What is the triangle inequality theorem?

It states that the sum of any two sides of a triangle must be greater than the third side. If this condition fails for any pair, the three lengths cannot form a triangle.

How do you calculate triangle angles from sides?

Use the law of cosines: cos(A) = (b² + c² − a²) / (2bc), where A is the angle opposite side a. Apply this for each angle, or find two angles and subtract from 180° for the third.

What is the difference between circumradius and inradius?

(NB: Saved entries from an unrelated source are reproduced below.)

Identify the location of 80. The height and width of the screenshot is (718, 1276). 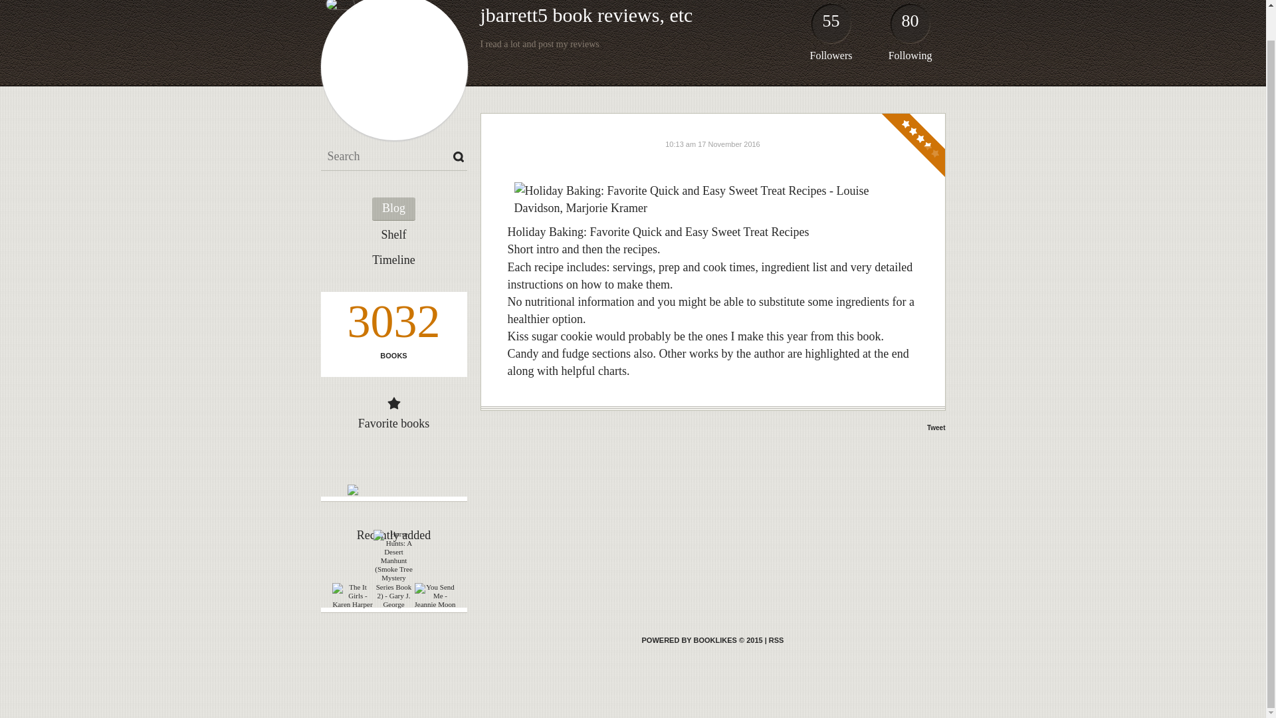
(911, 27).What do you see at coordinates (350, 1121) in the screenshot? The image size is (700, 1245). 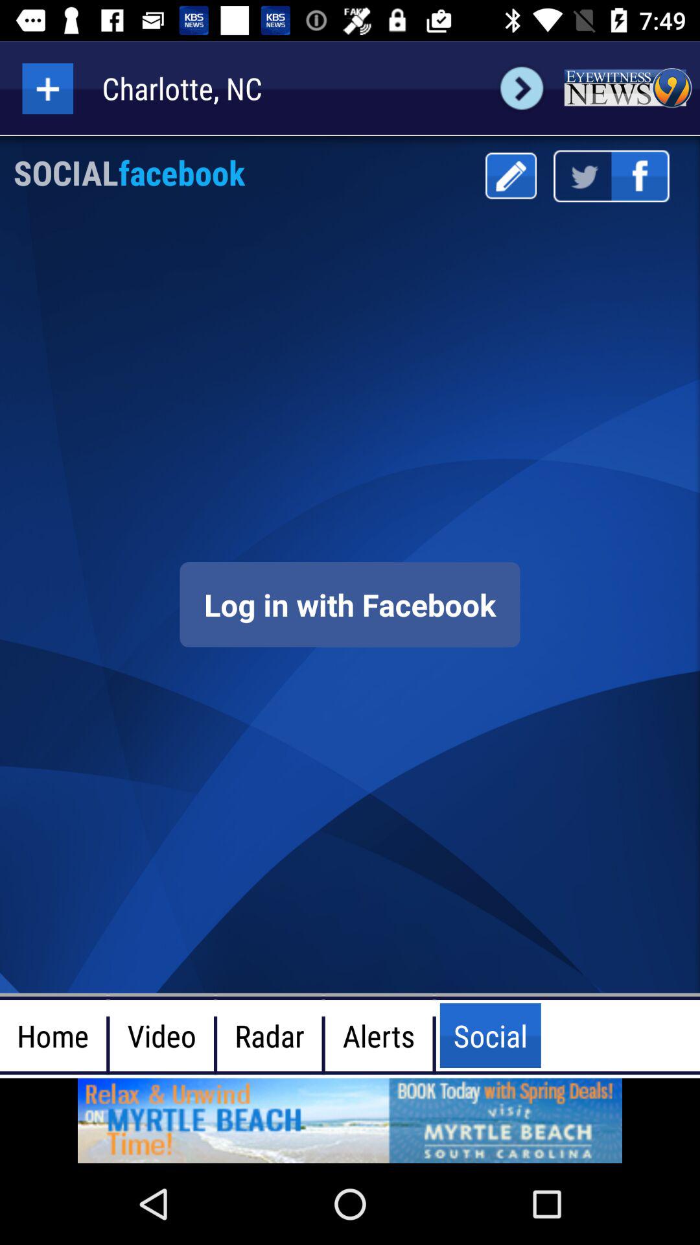 I see `open the website in the advertisement` at bounding box center [350, 1121].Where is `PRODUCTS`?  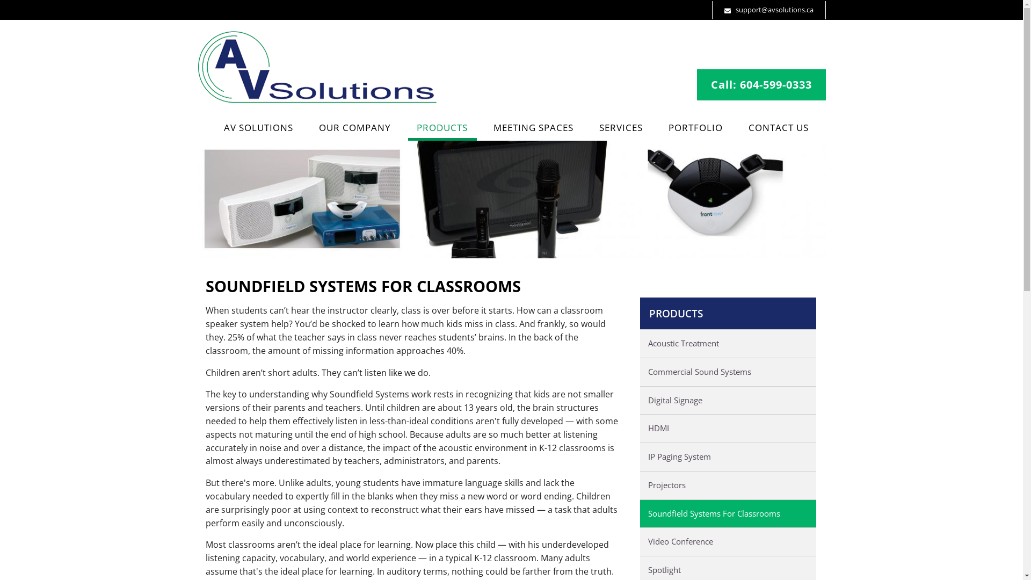 PRODUCTS is located at coordinates (443, 129).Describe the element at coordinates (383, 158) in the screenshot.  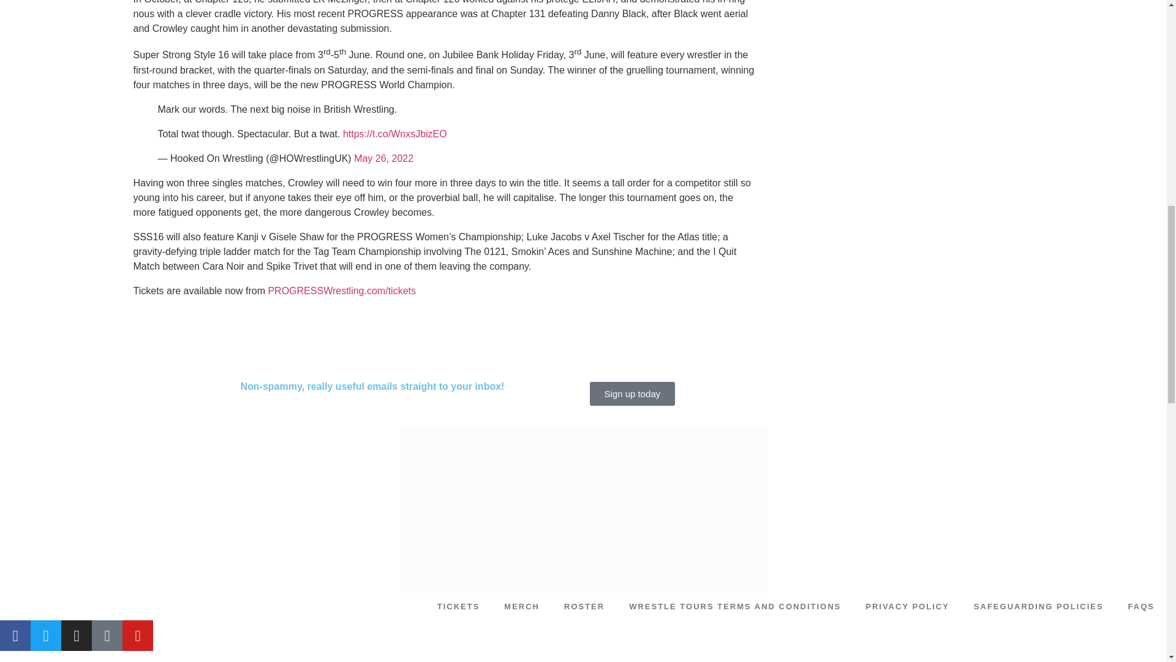
I see `May 26, 2022` at that location.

The circumradius (R) is the radius of the circle passing through all three vertices. The inradius (r) is the radius of the largest circle that fits inside the triangle, touching all three sides. For an equilateral triangle with side a, R = a/√3 and r = a/(2√3).

Can a triangle have two right angles?

No. The interior angles of a triangle always sum to exactly 180°. Two right angles would total 180° already, leaving 0° for the third angle, which is impossible.

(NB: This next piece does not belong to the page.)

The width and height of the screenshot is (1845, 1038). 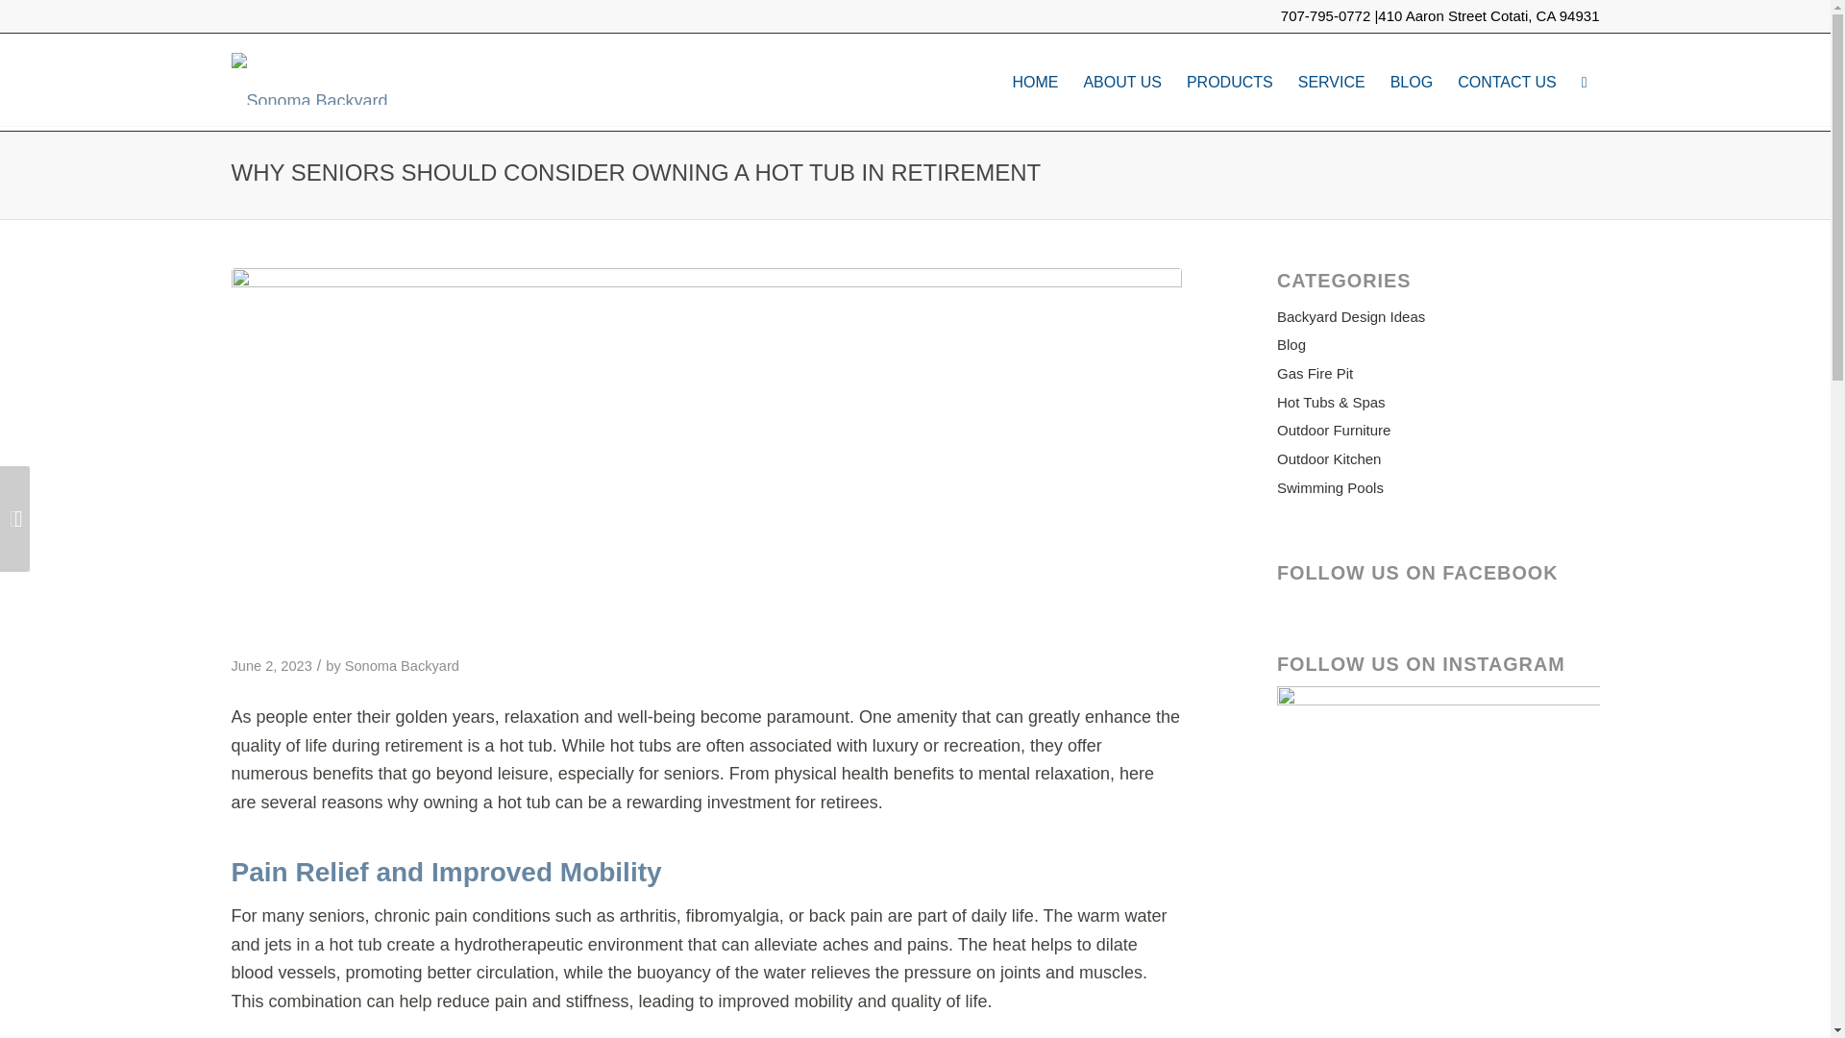 I want to click on Sonoma Backyard, so click(x=402, y=665).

What is a degenerate triangle?

A degenerate triangle has zero area — its three vertices are collinear (on the same line). This happens when one side exactly equals the sum of the other two (e.g., sides 3, 4, 7). Technically, it is not a triangle at all.

How accurate is Heron's formula for very flat triangles?

Heron's formula can lose numerical precision for extremely flat (nearly degenerate) triangles due to floating-point arithmetic. For such cases, the Kahan variation of Heron's formula provides better accuracy: sort sides so a ≥ b ≥ c, then Area = ¼ √[(a + (b + c))(c − (a − b))(c + (a − b))(a + (b − c))].

What units does triangle area use?

Area is always in square units of whatever unit the sides use. If sides are in centimeters, the area is in cm². If sides are in feet, the area is in ft². Never mix units — convert all sides to the same unit first.

Is there a formula for the area of a triangle inscribed in a circle?

Yes. If the triangle has sides a, b, c and is inscribed in a circle of radius R: Area = (a × b × c) / (4R). Conversely, R = (a × b × c) / (4 × Area).